We all like to be free – we resent it when we are forced to do something. In fact, many people often hesitate to practice bhakti-yoga because they fear that following Krishna’s instructions will mean losing their freedom.

However, Krishna’s instructions don’t take away our freedom; rather, they restore our freedom that has been stolen by illusion. Actually, illusion steals our freedom so seductively as to make us think of the loss of freedom as real freedom. Consider the contemporary notion of sexual freedom, wherein people want to indulge in lust in whatever way it dictates. Essentially, they consider abject slavery to it as sexual freedom.

Someone may question, “But sex is enjoyable. Why call it slavery?”
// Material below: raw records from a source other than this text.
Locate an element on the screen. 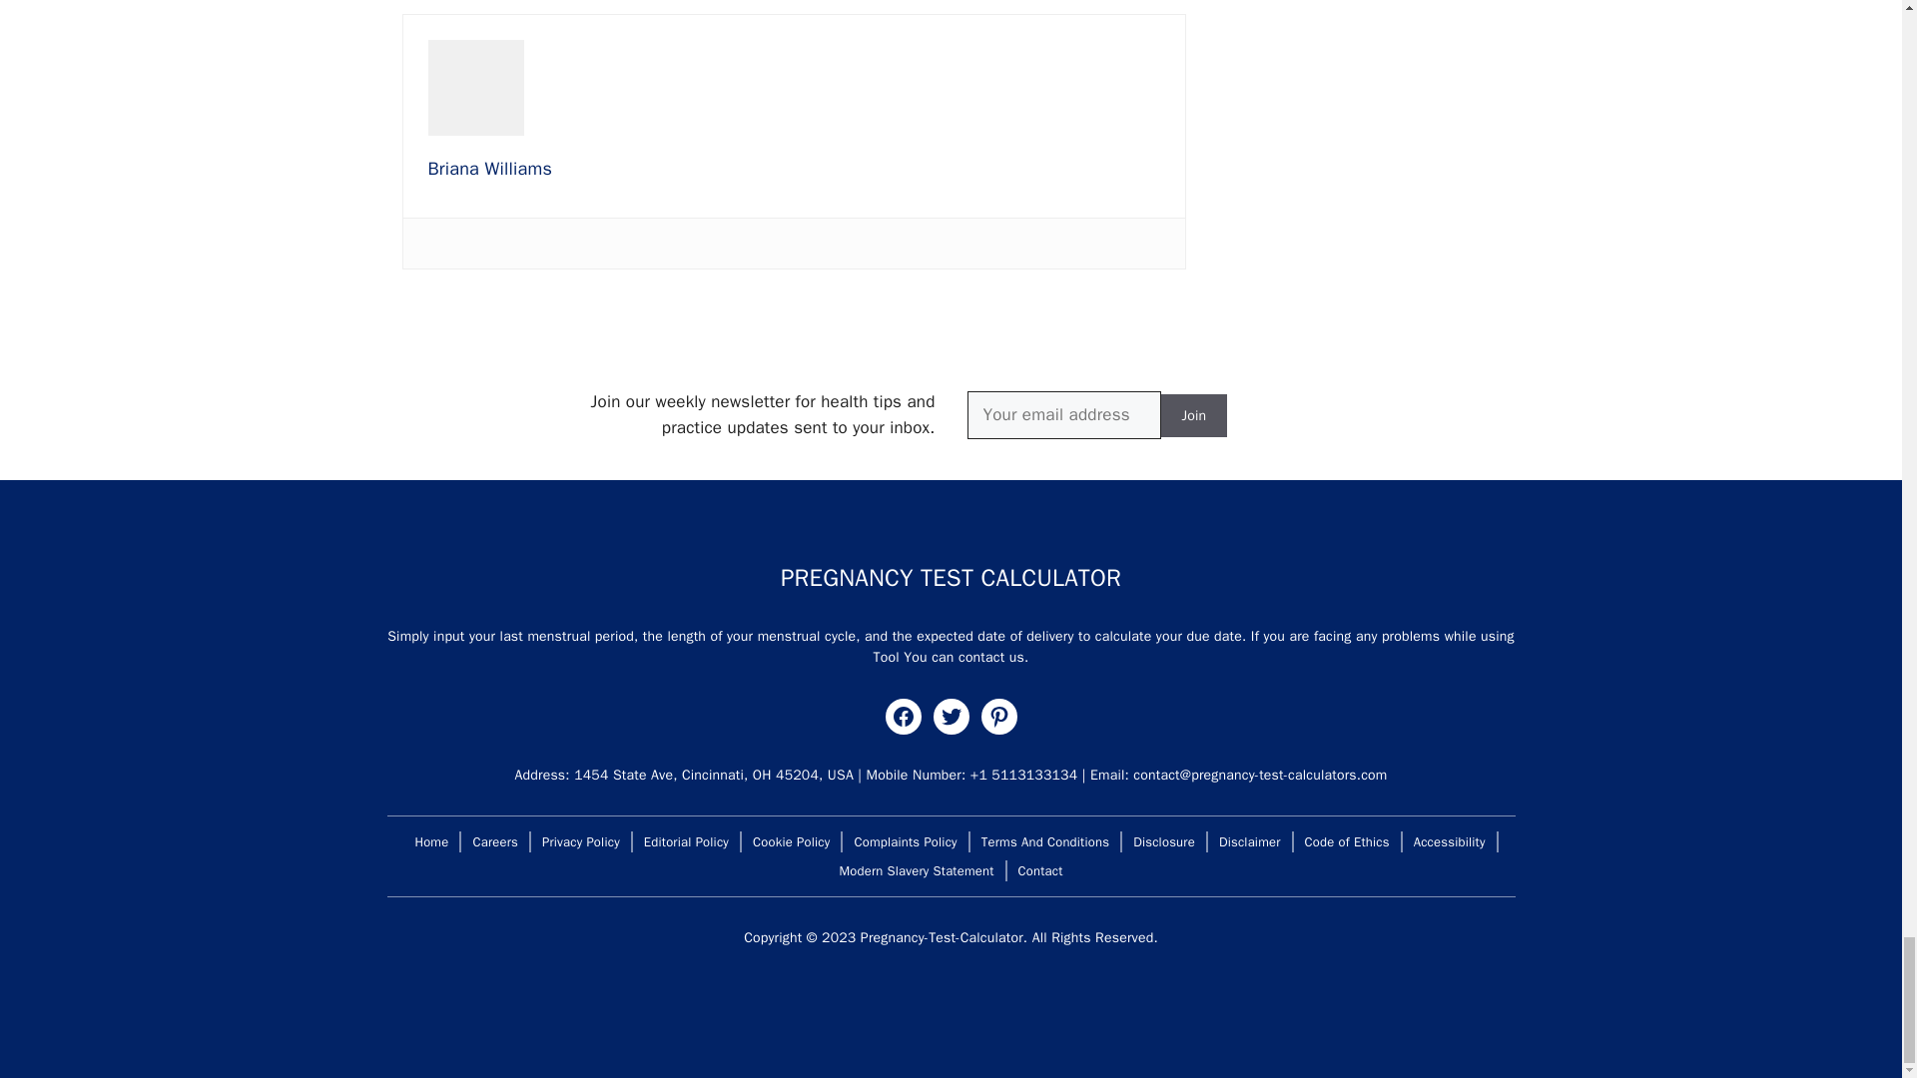 Image resolution: width=1917 pixels, height=1078 pixels. Facebook is located at coordinates (901, 716).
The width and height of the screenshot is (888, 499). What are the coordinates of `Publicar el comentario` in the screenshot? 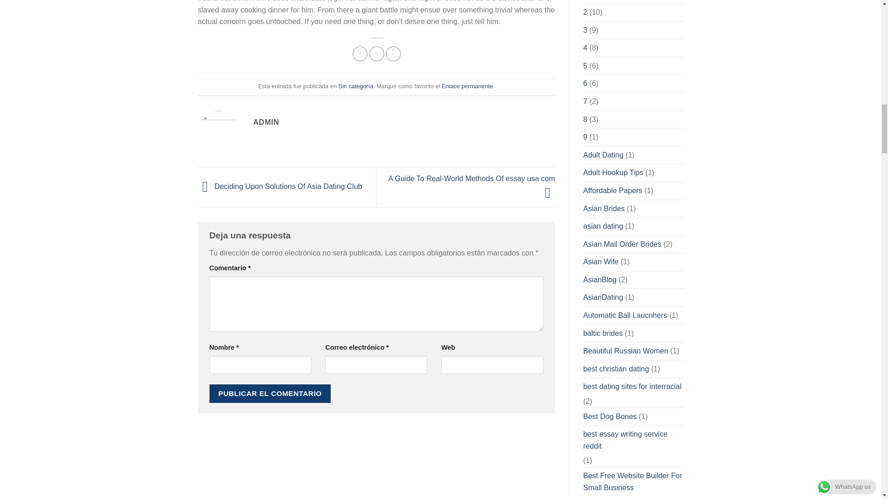 It's located at (269, 393).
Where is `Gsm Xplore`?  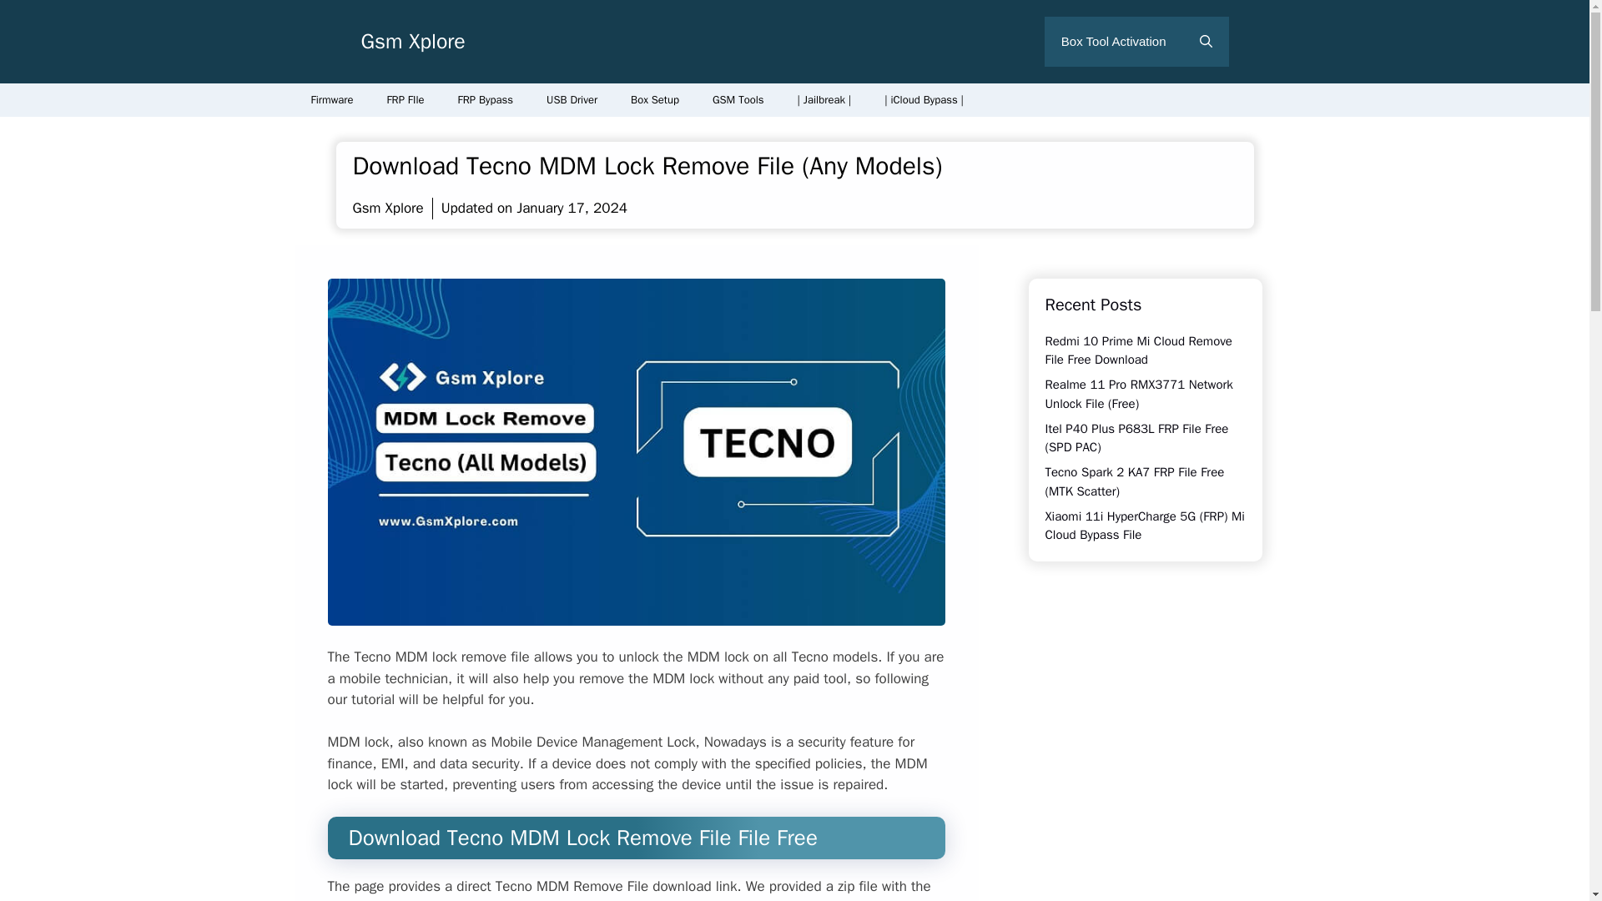 Gsm Xplore is located at coordinates (412, 40).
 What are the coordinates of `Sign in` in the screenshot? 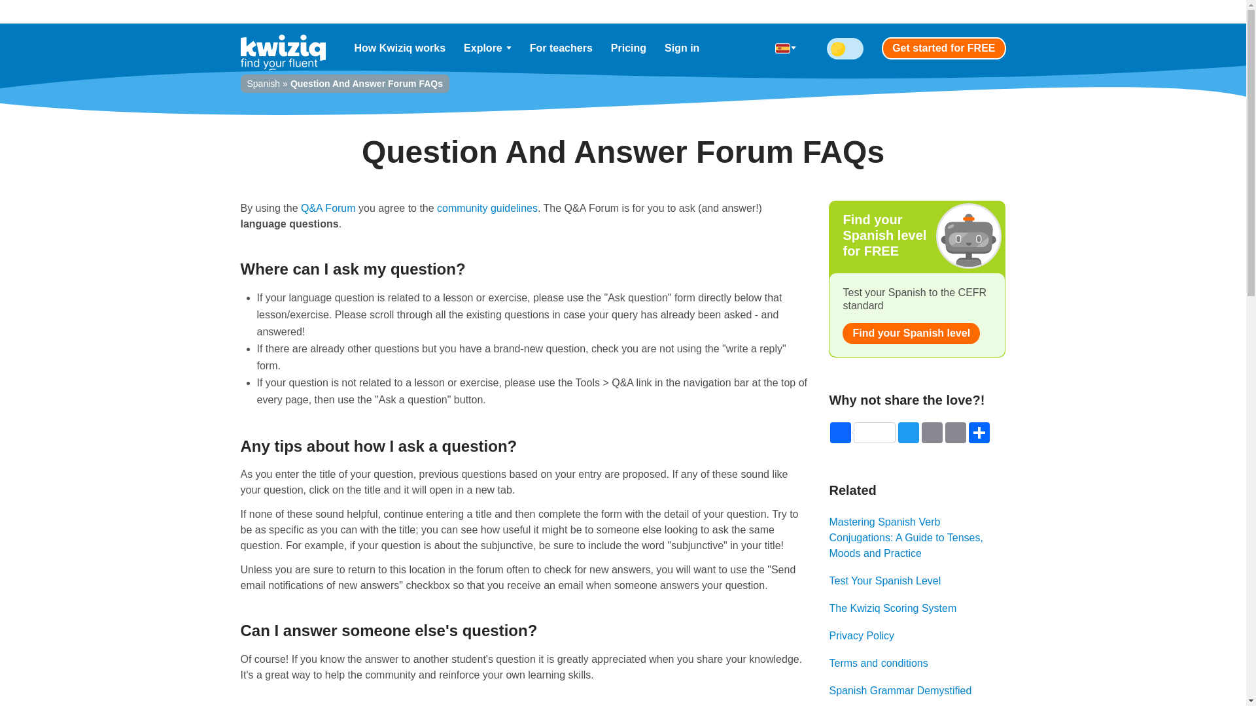 It's located at (682, 48).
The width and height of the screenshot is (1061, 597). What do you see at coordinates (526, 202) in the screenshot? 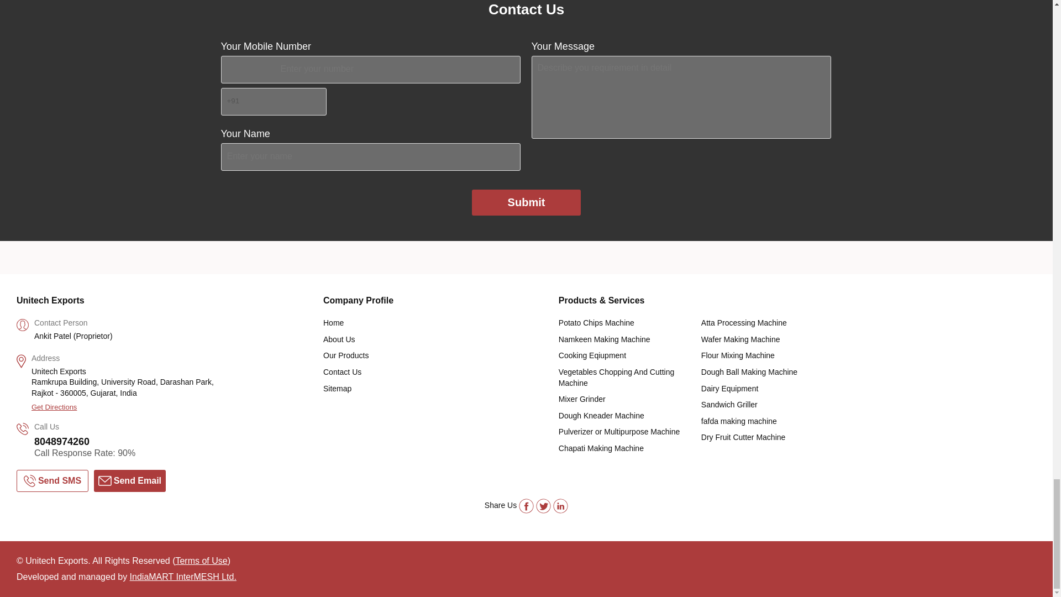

Because the enjoyment is far more glamorized than actualized. The actual pleasure is monumentally anti-climactic, with fantasies fuelled for years going up into smoke in moments. Yet because lust drives us so compulsively and because we don’t know any alternative source of pleasure, we keep pursuing it ad infinitum. And in the process we get attached and bound to matter, suffering the miseries of material existence life after life.

To protect us from such bondage, scripture, the guidebook of Krishna’s instructions, enjoins sexual regulation. More importantly, scripture also outlines bhakti-yoga to help us attain higher spiritual happiness.

When we practice bhakti-yoga and prayerfully seek Krishna’s help, he compassionately raises our consciousness above the material level where it is tormented and enslaved by the merciless attacks of lust. Pertinently, the Bhagavad-gita (18.58) declares that those who seek Krishna’s shelter rise above all obstacles, whereas those who don’t are lost. When our consciousness rises and we relish Krishna’s fulfilling shelter, we realize that sexual regulation is not deprivation, but is liberation – not deprivation of something desirable, but liberation from something compulsive and into the arms of someone supremely compassionate.